Oregon has seen a near-water war over the past decade in the Klamath River Basin, on the California border, as white farmers and ranchers saw the state shut off their irrigation to ensure Klamath Indians got their historic share and salmon runs didn’t die off from the overheated low streams, which happened dramatically in 2002.

California periodically floats the idea of buying and piping a portion of the six billion gallons of water that flows out of the mouth of the Columbia River into the Pacific on the average each day. This year California faces a potentially unprecedented drought, with heightened wildfire conditions.

I see another symptom of coming change, I think, in the much less dramatic form of a City of Portland ballot measure. Ballot Measure 26-156 aims to wrest control of water and sewer utilities from the city council and create an independent water district.

Last fall I saw quite a few earnest folks collecting signatures for this measure at the main library (three blocks north of my apartment) and the Saturday farmer’s market at Portland State University (four blocks south).

And it sounds very sensible, doesn’t it? It’s not hard to make the case that the City of Portland has been clumsy, wasteful, and unresponsive to the electorate in administering water and sewer utilities. And public utility districts can work very well.

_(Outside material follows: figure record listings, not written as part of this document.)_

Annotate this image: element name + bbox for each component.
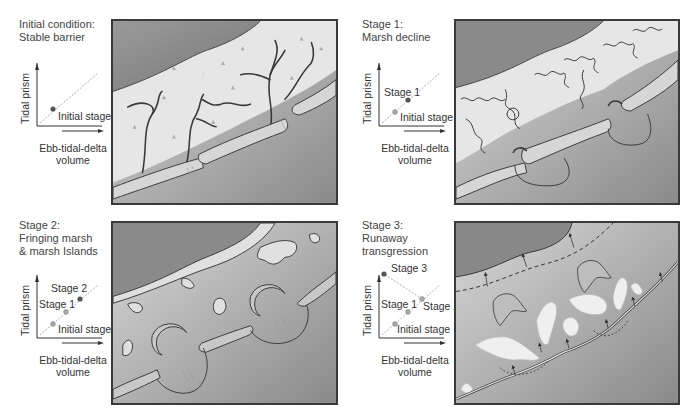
map-panel-stage-1	[454, 19, 680, 205]
x-axis-label: Ebb-tidal-delta volume	[28, 354, 118, 378]
point-stage-1	[405, 97, 410, 102]
caption-initial-condition: Initial condition: Stable barrier	[19, 18, 95, 44]
mini-chart-initial: Tidal prism Initial stage Ebb-tidal-delt…	[22, 60, 112, 170]
label-initial-stage: Initial stage	[58, 323, 111, 335]
map-panel-stage-3	[454, 221, 680, 405]
point-stage-1	[64, 310, 69, 315]
label-initial-stage: Initial stage	[397, 323, 450, 335]
y-axis-label: Tidal prism	[361, 73, 373, 124]
point-initial-stage	[51, 322, 56, 327]
map-panel-initial	[111, 19, 338, 205]
mini-chart-stage-1: Tidal prism Stage 1 Initial stage Ebb-ti…	[364, 60, 454, 170]
label-stage-2: Stage 2	[51, 282, 87, 294]
x-axis-label: Ebb-tidal-delta volume	[370, 142, 460, 166]
label-initial-stage: Initial stage	[58, 110, 111, 122]
caption-stage-1: Stage 1: Marsh decline	[362, 18, 430, 44]
map-stage-2-fringing-marsh	[113, 223, 336, 403]
y-axis-label: Tidal prism	[361, 285, 373, 336]
point-initial-stage	[50, 106, 55, 111]
label-initial-stage: Initial stage	[400, 111, 453, 123]
point-stage-3	[381, 271, 386, 276]
y-axis-label: Tidal prism	[19, 285, 31, 336]
map-stage-3-runaway-transgression	[456, 223, 678, 403]
mini-chart-stage-3: Tidal prism Stage 3 Stage 1 Stage 2 Init…	[364, 272, 454, 382]
point-initial-stage	[393, 110, 398, 115]
y-axis-label: Tidal prism	[19, 73, 31, 124]
label-stage-3: Stage 3	[391, 262, 427, 274]
point-stage-1	[406, 310, 411, 315]
point-stage-2	[77, 296, 82, 301]
caption-stage-3: Stage 3: Runaway transgression	[362, 219, 428, 258]
map-initial-stable-barrier	[113, 21, 336, 203]
map-stage-1-marsh-decline	[456, 21, 678, 203]
x-axis-label: Ebb-tidal-delta volume	[28, 142, 118, 166]
label-stage-1: Stage 1	[381, 298, 417, 310]
caption-stage-2: Stage 2: Fringing marsh & marsh Islands	[19, 219, 98, 258]
x-axis-label: Ebb-tidal-delta volume	[370, 354, 460, 378]
map-panel-stage-2	[111, 221, 338, 405]
label-stage-1: Stage 1	[384, 86, 420, 98]
mini-chart-stage-2: Tidal prism Stage 2 Stage 1 Initial stag…	[22, 272, 112, 382]
label-stage-1: Stage 1	[39, 298, 75, 310]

But follow the money here. The substantial corporate backers of this measure, including Portland Bottling Company and a silicon wafer manufacturer based in Germany called Siltronic, stand to benefit in a huge way. Plus, as local newspapers have pointed out, as written the measure gives citizens less access to the process, not more; and the city auditor would be blocked from examining the books for the new district.



Stringent no-conflict rules for people who can run for the district board, which sound good on the surface, will end up guaranteeing that pretty much only independently wealthy folks and retirees will be eligible. That’s not so good.

What all this tells me is that private companies are waking up to the fact that water will be one of the next highly valuable commodities. We’ve taken it pretty much for granted here in the Pacific Northwest, but it’s going to become more rare, and more valuable, and more expensive.

So corporations, comparing future projections against the bottom line, are looking to get control of water resources -- kind of the way they snapped up oil and mineral rights and land in the 19th century -- before the rest of us realize what’s happening. As with last year’s anti-fluoridation measure here in Multnomah County, there’s been an awful lot of heat and noise about this ostensibly sedate proposal.

So I’ll be voting no on Measure 26-156, and I urge everyone else in Portland to do the same. As for the bigger picture, keep your eye open for more symptoms of water stress across the U.S. and the globe.